Refreshing news
- Joanne Dalgety
There's an old joke about the aspiring jazz musician visiting New York and trying to find directions to Carnegie Hall. He stops and asks a jazz busker on the street how to get there, and the busker says "practice, man, practice".
Habits good and bad
A joke, but of course true! Habits provide a simple way to think about expertise: someone who can't play an instrument is in the habit of not being able to play, while a virtuoso is in the habit of being able to play. Habit governs the way we behave – think back to the last time you moved office, say from the 3rd floor to the 5th. How many mornings after the move did you habitually get out at the 3rd floor? Eventually the habit is changed from the 3rd to the 5th floor and the mistake is no longer made.
All training is subject to the same principles. When you're trained to operate a new piece of software you find yourself continuing to use keystrokes appropriate for the old one but not for the new. What puts habits in place is repetition – the more you do something the more the habit becomes established. You do have to want to change, though! If there's some new procedure you have to implement and you absolutely don't agree with it that will be a major obstacle to change, and you'll end up with the bad habit of doing things wrongly.
'Personality', from the perspective of the Challenge of Change Resilience programme, is primarily habit. These habits are assessed by the pre-training CoC Profile, which focuses on habitual behaviour like ruminating over emotional upset. No doubt there's DNA lurking in pretty well everything, but it's a question of proportion. Eye colour is genetic and fixed; rumination is mostly habit and can be modified with practice. The only clear exception in the personality domain is extraversion, which is primarily a biological and genetic predisposition that can't be changed.
Fortunately, extraversion is not implicated in stress – there is no correlation between rumination and extraversion. There is no value-judgement attached to extraversion either, but there is to rumination: ruminating is a bad habit that self-evidently makes you miserable, and can shorten your life. How does it arise? Take a simple example: a child does something wrong, and is told to "go away and think how naughty you've been!" Parents would never say that if it was re-phrased as "go away and have a short miserable life for a while", but rumination is in fact the habit that is becoming established.
The Challenge of Change
Training is only really going to be of benefit if the lessons learned are subsequently practised. Forgetting is the enemy of training. To facilitate continued practice of the four steps in the CoC Resilience programme we've been providing tools to help: a comprehensive workbook, a record of scores on the CoC Profile which can be re-accessed to assess change, an audio CD of the mindfulness and relaxation exercises, and a series of action plans ('commitments') generated on the day and e-mailed out to participants a week later.
What was lacking was a longer-term reminder. The Work Skills Centre was a Preferred Provider of training for the BBC in the UK prior to our move to New Zealand, and in response to requests from the BBC for a longer-term reminder, half-day follow-ups about three months after the training were trialled. However, it proved extremely difficult to extract staff for further training, and shorter 2-hour sessions grouped into 3 sessions spread over a day were then tried. These too proved difficult for people to attend, and work began on providing a video follow-up. That came to fruition this year in New Zealand, and there is now a web-based CoC Refresher course provided as part of the Resilience training for both the full day sessions and the half-days. The Refresher is divided into 3 modules, and can be accessed repeatedly over a period of a week selected by participants when they are available to attend to it.
The Refresher was trialled by a number of HR managers with whom we work regularly, and the feedback was unanimously positive. There is a short 'taster' trailer available on the website for people to get a feel for the Refresher, you can view it here and further information can be obtained by contacting us directly.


HOW TO COMPLETE THIS TASK: Here are records with pictures in them. Copy all of them exactly and leave the pictures out.

SOURCE DATA:

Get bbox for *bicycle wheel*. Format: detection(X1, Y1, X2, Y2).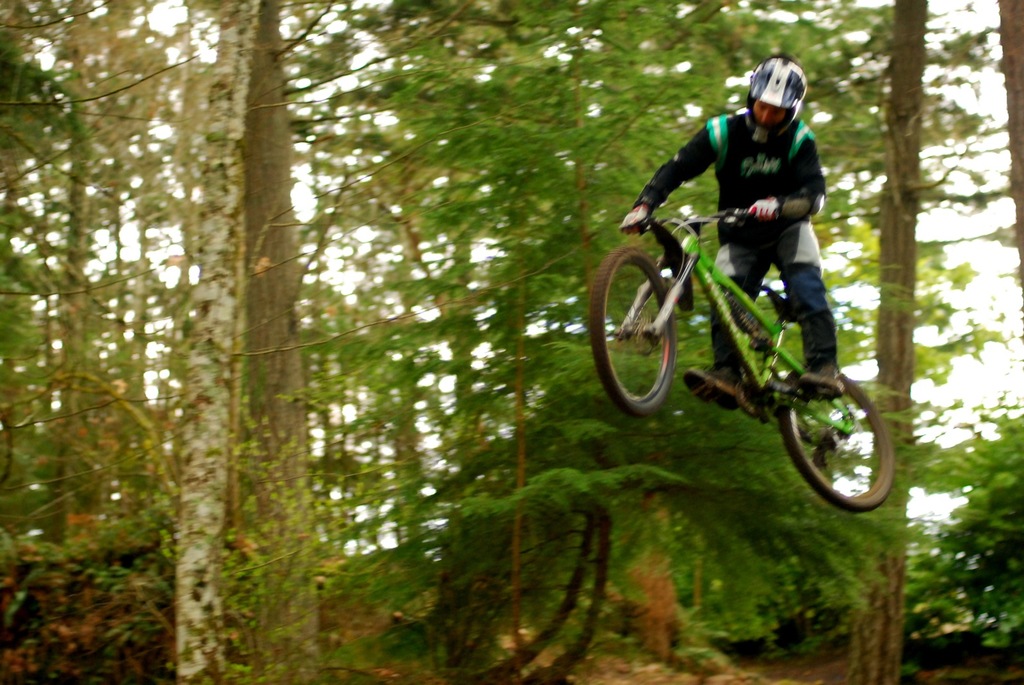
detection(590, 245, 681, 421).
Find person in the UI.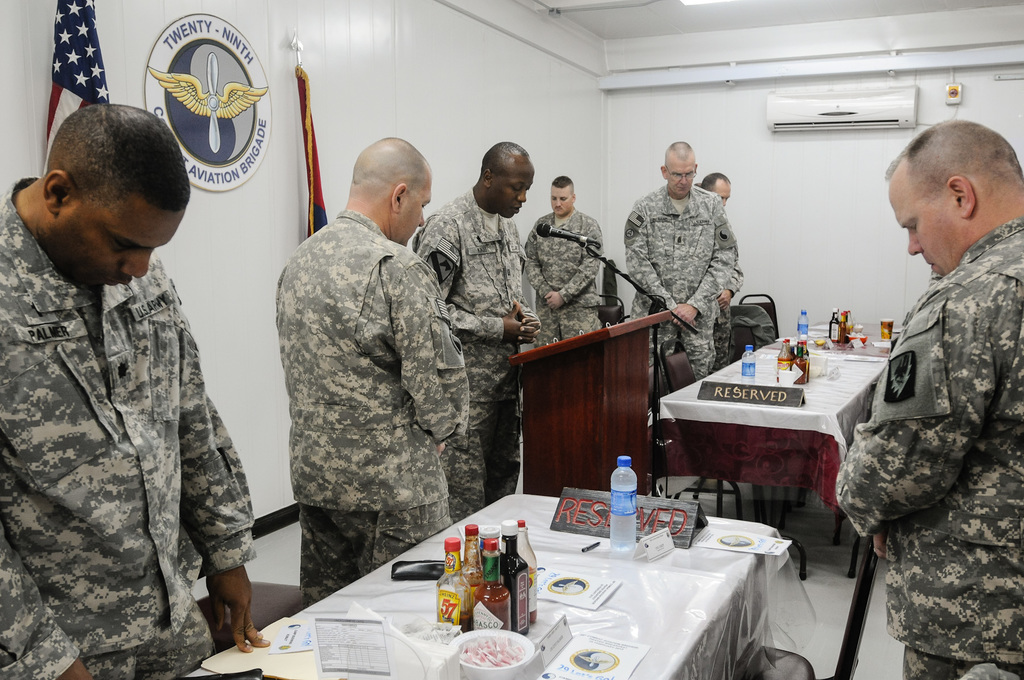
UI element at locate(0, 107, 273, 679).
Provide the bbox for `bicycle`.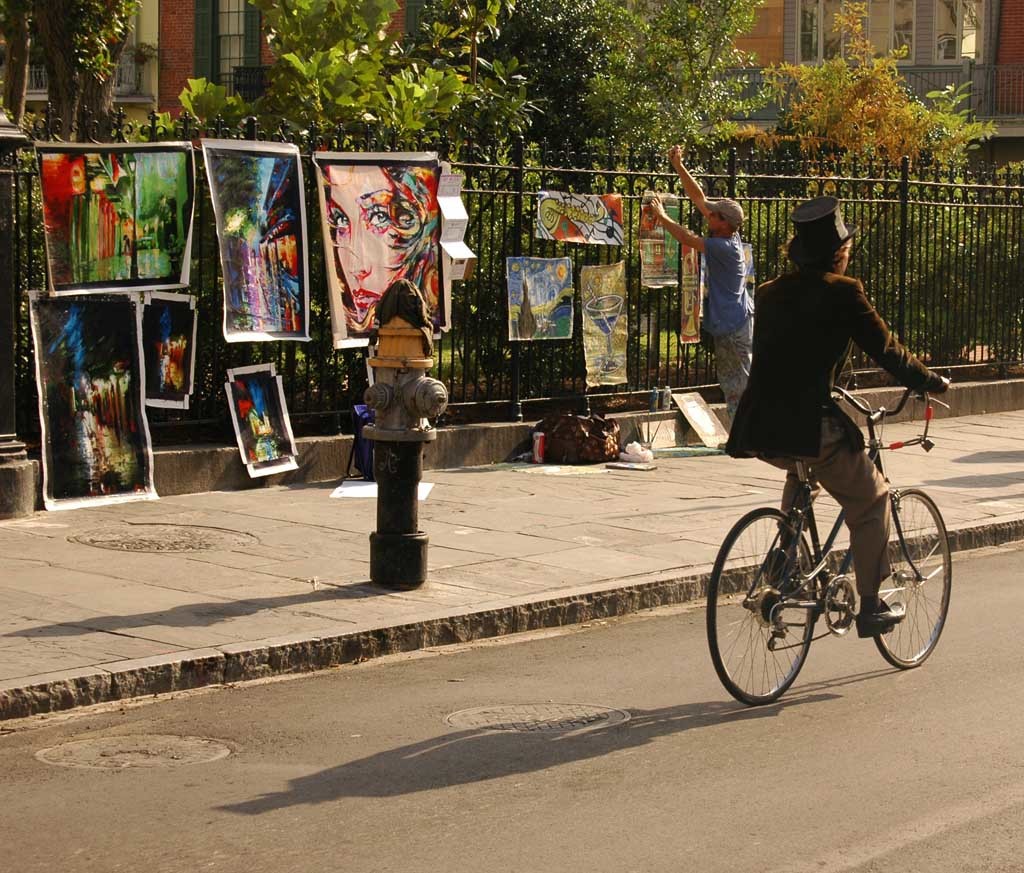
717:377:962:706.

PROBLEM SOLUTION:
Get bbox for *bicycle wheel*. Format: detection(X1, Y1, X2, Y2).
detection(590, 245, 681, 421).
Find person in the UI.
UI element at locate(0, 107, 273, 679).
Provide the bbox for `bicycle`.
717:377:962:706.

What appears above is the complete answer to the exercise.